Abstract

Summary Many North Sea reservoirs produce water at very high cuts under current waterflooding conditions. As oil production drops below economical limits, procedures for recovering residual and bypassed oil are being investigated. One technique identified as potentially suitable for at least ten candidate fields in the United Kingdom Continental Shelf (UKCS) is to depressurize these fields. During pressure depletion, improved hydrocarbon recovery has been shown to result from the release of solution gas and subsequent expansion of the freed gas. The precise nature of gas nucleation and its subsequent growth phenomena, however, have not been well understood. For example, there exists experimental evidence supporting two apparently conflicting models describing gas nucleation. High pressure micromodel studies have shed light on the physical processes occurring at the pore scale during pressure depletion in waterflooded systems. Specifically, tests performed with fluids characterized by different gas/oil interfacial tensions (IFT's) have shown the important role gas/oil and gas/water IFT's play during bubble formation and growth in porous media. Analysis of visual information from water-wet micromodel tests have shown that the magnitude of the liquid-gas IFT is one of the factors that determines in which phase the bubbles nucleate, and how many bubbles form per unit volume of pore space. A low gas/oil IFT results in a relatively large number of bubbles forming in the oil phase only, with little or no supersaturation. Higher values of gas/oil IFT result in increasing levels of supersaturation with relatively fewer bubbles nucleating at cavity sites on the water-solid interface. Not only is the gas/oil IFT at the bubblepoint important in determining the nucleation loci and densities, but the increasing gas/oil IFT values with decreasing pressure also affect the distribution of the three phases during the process. Increasing gas/oil IFT's, combined with the effect of disjoining pressure in thin water films separating oil ganglia, result in delayed oil production and expulsion of water from the system below a certain threshold pressure. This suggests that there is an identifiable minimum pressure below which hydrocarbon production will not be viable.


*Exercise*. Each entry must be given again exactly as it appears, with images excluded.
**** Provided information ****
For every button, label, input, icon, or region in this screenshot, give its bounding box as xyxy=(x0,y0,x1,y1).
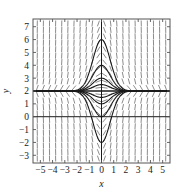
x-tick-label: 0 xyxy=(99,165,104,175)
slope-field-chart: −5−4−3−2−1012345 −3−2−101234567 x y xyxy=(0,0,182,193)
slope-field-figure: −5−4−3−2−1012345 −3−2−101234567 x y xyxy=(0,0,182,193)
y-tick-label: 6 xyxy=(24,35,29,45)
x-tick-label: −3 xyxy=(60,165,70,175)
x-tick-label: −1 xyxy=(84,165,94,175)
x-tick-label: 3 xyxy=(136,165,141,175)
y-tick-label: 4 xyxy=(24,61,29,71)
y-tick-label: −2 xyxy=(19,138,29,148)
x-tick-label: 2 xyxy=(124,165,129,175)
x-axis-title: x xyxy=(98,178,104,189)
x-tick-label: −2 xyxy=(72,165,82,175)
x-tick-label: 5 xyxy=(160,165,165,175)
y-tick-label: 5 xyxy=(24,48,29,58)
y-tick-label: 7 xyxy=(24,22,29,32)
y-tick-label: −3 xyxy=(19,151,29,161)
y-tick-label: 0 xyxy=(24,112,29,122)
x-tick-label: 4 xyxy=(148,165,153,175)
y-tick-label: 3 xyxy=(24,74,29,84)
y-tick-label: 2 xyxy=(24,86,29,96)
y-tick-label: −1 xyxy=(19,125,29,135)
x-tick-label: 1 xyxy=(111,165,116,175)
x-tick-label: −5 xyxy=(35,165,45,175)
x-tick-label: −4 xyxy=(48,165,58,175)
y-axis-title: y xyxy=(0,88,11,94)
y-tick-label: 1 xyxy=(24,99,29,109)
****
*Answer*.
For every button, label, input, icon, or region in this screenshot, give its bounding box as xyxy=(x0,y0,x1,y1).
x-tick-label: 0 xyxy=(99,165,104,175)
slope-field-chart: −5−4−3−2−1012345 −3−2−101234567 x y xyxy=(0,0,182,193)
slope-field-figure: −5−4−3−2−1012345 −3−2−101234567 x y xyxy=(0,0,182,193)
y-tick-label: 6 xyxy=(24,35,29,45)
x-tick-label: −3 xyxy=(60,165,70,175)
x-tick-label: −1 xyxy=(84,165,94,175)
x-tick-label: 3 xyxy=(136,165,141,175)
y-tick-label: 4 xyxy=(24,61,29,71)
y-tick-label: −2 xyxy=(19,138,29,148)
x-tick-label: 2 xyxy=(124,165,129,175)
x-axis-title: x xyxy=(98,178,104,189)
x-tick-label: −2 xyxy=(72,165,82,175)
x-tick-label: 5 xyxy=(160,165,165,175)
y-tick-label: 5 xyxy=(24,48,29,58)
y-tick-label: 7 xyxy=(24,22,29,32)
y-tick-label: −3 xyxy=(19,151,29,161)
y-tick-label: 0 xyxy=(24,112,29,122)
x-tick-label: 4 xyxy=(148,165,153,175)
y-tick-label: 3 xyxy=(24,74,29,84)
y-tick-label: 2 xyxy=(24,86,29,96)
y-tick-label: −1 xyxy=(19,125,29,135)
x-tick-label: 1 xyxy=(111,165,116,175)
x-tick-label: −5 xyxy=(35,165,45,175)
x-tick-label: −4 xyxy=(48,165,58,175)
y-axis-title: y xyxy=(0,88,11,94)
y-tick-label: 1 xyxy=(24,99,29,109)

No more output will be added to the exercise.